ОтветитьI was panicking thinking that you were saying that this was ACTUALLY equal.
ОтветитьParker triangle
ОтветитьMost people I know say Dee y by Dee ex and Dee over Dee ex
Ответить“I’m not a sane person, I’m a math teacher” is a line I’m definitely saving😅😭
ОтветитьAs a physicist, I checked it against the data.
Seems like this theory isn't quite correct to 5σ.
Not if you're an engineer. You can just estimate pi as 3 and e as either 2 or 3, right?
ОтветитьProve it
ОтветитьI can live with approximations! Especially ones that are so precise as that one.
Ответитьhere the error is greater than the famous π approximation 355/113
ОтветитьSo, your insane in a mathematical way?
ОтветитьIsn't 2.5 x 2.5 = 6.25... not sure where the 2.5 came from
ОтветитьMassive anticlimax
ОтветитьThank you. I think modern math abuses equality too much
ОтветитьIf you saw this what would you do?
Me: celebrate the fact that we finally solved that π and e are not algebraically independent. (Algebraically independent means numbers are not related by any algebraic equation like addition and multiplication)
Replace e^6 by e^7. Doesnn't e^7 equal (e^3.5)^2 ? But e^3.5 is longer than e^3.
ОтветитьReally?
ОтветитьOh, yeah!
Ответить"What would you do?"
Not believing it in the first place.
Guess I must not be sane... I immediately threw it in desmos & messed around with it for a bit, just to find π⁴ + π⁵ ≠ e⁶
I mean, unless you multiply each side by 10⁴ & take the floor, ceiling, or round each side, would they equal each other; though I think I'm putting too much thought into this, but whatever.
It was too good to be true
ОтветитьI dont believe it LOL.
ОтветитьLegend
Ответитьln
ОтветитьYou are a fraud with that first sentence, and with the video thumbnail. I hate you.
ОтветитьMe? Grabbed my calculator and checked. Accurate to the fourth decimal place. My guess, since pi and e are irrational and would lead to an approximation, not an identity.
ОтветитьThe relief when you said approximation.
Ответить(22/7)^(4) + (22/7)^(5) = 1 + (1/1!) + (1/2!) + (1/3!) + (1/4!) + ... AND you will discover [(1/1!) + (1/2!) + (1/3!) + (1/4!) + ... (1/6!)] = 21. You can find something related...🧐
ОтветитьInteresting! I thought it's an identity.

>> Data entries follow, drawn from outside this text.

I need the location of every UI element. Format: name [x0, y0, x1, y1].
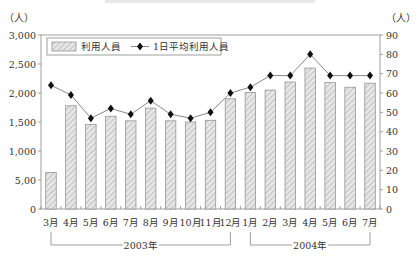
- bar: [86, 124, 97, 209]
- right-tick-label: 60: [386, 88, 398, 99]
- bar: [205, 120, 216, 209]
- diamond-marker-icon: [208, 108, 214, 116]
- left-axis: 05,001,0001,5002,0002,5003,000: [9, 30, 41, 215]
- diamond-marker-icon: [347, 72, 353, 80]
- bar: [145, 108, 156, 209]
- x-tick-label: 6月: [342, 217, 358, 228]
- diamond-marker-icon: [247, 83, 253, 91]
- bar: [365, 83, 376, 209]
- left-tick-label: 2,000: [9, 88, 36, 99]
- x-tick-label: 3月: [43, 217, 59, 228]
- legend-label-line: 1日平均利用人員: [153, 41, 229, 52]
- right-tick-label: 20: [386, 165, 398, 176]
- x-tick-label: 5月: [83, 217, 99, 228]
- right-tick-label: 0: [386, 204, 392, 215]
- diamond-marker-icon: [188, 114, 194, 122]
- left-tick-label: 3,000: [9, 30, 36, 41]
- x-tick-label: 8月: [143, 217, 159, 228]
- right-tick-label: 30: [386, 146, 398, 157]
- line-series-daily-average: [48, 50, 373, 122]
- left-axis-unit: （人）: [4, 13, 34, 24]
- x-axis-labels: 3月4月5月6月7月8月9月10月11月12月1月2月3月4月5月6月7月: [43, 217, 378, 228]
- right-axis: 0102030405060708090: [380, 30, 398, 215]
- bar: [66, 106, 77, 209]
- x-tick-label: 4月: [302, 217, 318, 228]
- diamond-marker-icon: [168, 110, 174, 118]
- left-tick-label: 5,00: [15, 175, 36, 186]
- bar: [106, 116, 117, 209]
- bar: [245, 92, 256, 209]
- diamond-marker-icon: [128, 110, 134, 118]
- year-brackets: 2003年2004年: [51, 232, 370, 251]
- right-axis-unit: （人）: [386, 13, 416, 24]
- x-tick-label: 4月: [63, 217, 79, 228]
- diamond-marker-icon: [148, 97, 154, 105]
- legend-label-bar: 利用人員: [81, 41, 121, 52]
- left-tick-label: 1,000: [9, 146, 36, 157]
- bar: [305, 68, 316, 209]
- left-tick-label: 1,500: [9, 117, 36, 128]
- bar: [165, 121, 176, 209]
- bar-series-riyo-jinin: [46, 68, 376, 209]
- legend: 利用人員1日平均利用人員: [47, 38, 229, 55]
- bar: [46, 172, 57, 209]
- bar: [225, 99, 236, 209]
- right-tick-label: 90: [386, 30, 398, 41]
- diamond-marker-icon: [227, 89, 233, 97]
- bar: [125, 121, 136, 209]
- combo-chart: （人） （人） 05,001,0001,5002,0002,5003,000 0…: [0, 0, 418, 257]
- x-tick-label: 1月: [242, 217, 258, 228]
- year-label: 2004年: [293, 240, 327, 251]
- diamond-marker-icon: [267, 72, 273, 80]
- x-tick-label: 6月: [103, 217, 119, 228]
- year-label: 2003年: [124, 240, 158, 251]
- x-tick-label: 3月: [282, 217, 298, 228]
- right-tick-label: 80: [386, 49, 398, 60]
- x-tick-label: 5月: [322, 217, 338, 228]
- right-axis-unit-label: （人）: [386, 13, 416, 24]
- x-tick-label: 9月: [163, 217, 179, 228]
- left-tick-label: 0: [30, 204, 36, 215]
- bar: [265, 90, 276, 209]
- x-tick-label: 7月: [362, 217, 378, 228]
- bar: [285, 82, 296, 209]
- bar: [185, 122, 196, 209]
- x-tick-label: 2月: [262, 217, 278, 228]
- right-tick-label: 50: [386, 107, 398, 118]
- bar: [325, 83, 336, 209]
- left-axis-unit-label: （人）: [4, 13, 34, 24]
- x-tick-label: 7月: [123, 217, 139, 228]
- right-tick-label: 70: [386, 68, 398, 79]
- right-tick-label: 40: [386, 126, 398, 137]
- left-tick-label: 2,500: [9, 59, 36, 70]
- legend-bar-swatch-icon: [52, 42, 76, 51]
- x-tick-label: 11月: [199, 217, 221, 228]
- bar: [345, 87, 356, 209]
- x-tick-label: 12月: [219, 217, 241, 228]
- right-tick-label: 10: [386, 184, 398, 195]
- diamond-marker-icon: [108, 104, 114, 112]
- diamond-marker-icon: [48, 81, 54, 89]
- x-tick-label: 10月: [180, 217, 202, 228]
- diamond-marker-icon: [367, 72, 373, 80]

Ответитьso the equal sign is mathematically wrong, but totally okay for Engineers :-D
Ответить5 does not =2.5^2, nor does 6=3^2! I understand the video still makes sense, but the fact you made a mistake as silly and inconceivable makes me glad you weren’t my high school teacher.
ОтветитьClickbait bullshit
ОтветитьIt's a pretty interesting approximation for such small exponents, anyway.
ОтветитьIf I seen this I'm lookin at my teacher like: wtf do I do, you didn't teach me this💀
ОтветитьWhat would I do if I saw it? Just doubt.